The convergence debate overlooks this point. In fact, it assumes the opposite. For over a decade, the debate has largely been premised on the false assumption that the American model finished evolving and had reached the end in the evolution of corporate governance. Academics built elaborate theories to explain whether the rest of the world would adopt the endpoint American model. The Japanese government based its reforms on the endpoint American model. International organizations conditioned financial aid on recessionary countries adopting the endpoint American model. Ironically, during this time the American model did not exist even in America.

While academics and policy makers sold the American model, America was busy changing it. It used shareholder primacy, driven by hostile takeovers, to carry out much needed restructuring in the 1980s. It insulated directors from hostile takeovers allowing them to use their valuable discretion to build on their newly restructured companies during the 1990s. It increasingly utilized bank monitoring to create another efficient tool to reduce agency costs throughout this era.

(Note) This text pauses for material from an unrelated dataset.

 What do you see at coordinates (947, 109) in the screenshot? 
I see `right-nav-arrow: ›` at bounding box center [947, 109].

Indeed, the American model changed so much during the 1990s that when the decade was over it looked more Japanese than American. But this misses the point, because the Japanese main bank model also no longer exists. The last two decades of Japanese corporate governance provide the other side of the adaptation coin. The main bank model, which had enjoyed a long period of success, faced a dramatic change in environment following the burst of the bubble. Despite extensive corporate law reforms and a mountain of economic pressure, the main bank model stubbornly resisted change through much of the 1990s. Japan paid the price with a lost decade of economic performance. However, all is not lost. Recent adaptations to the main bank model, not the adoption of the American model, have aided Japan’s recent recovery. The convergence debate fails to recognize this change because Japan’s reform was to its own model, not towards or away from the American model.

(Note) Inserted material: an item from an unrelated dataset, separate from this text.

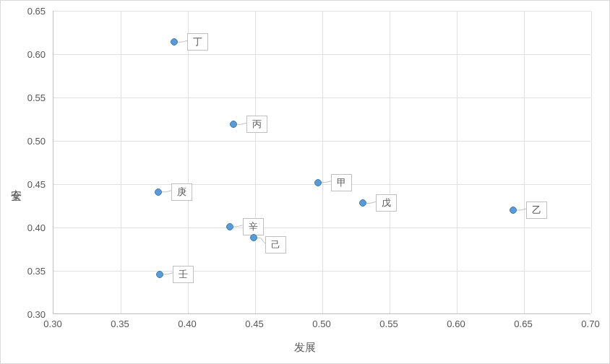  I want to click on x-tick-label: 0.45, so click(254, 324).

This analysis shows that the convergence debate observes little and obscures much. The convergence approach should be abandoned. Little utility exists in measuring the distance between broadly defined governance models that are constantly evolving in unpredictable ways. The future debate should focus on one unanswered question: What allows each country’s system of corporate governance to successfully adapt to change? Academics should be pleased with this suggestion. After all, if the story of corporate law is never-ending, we will always have something new to write about.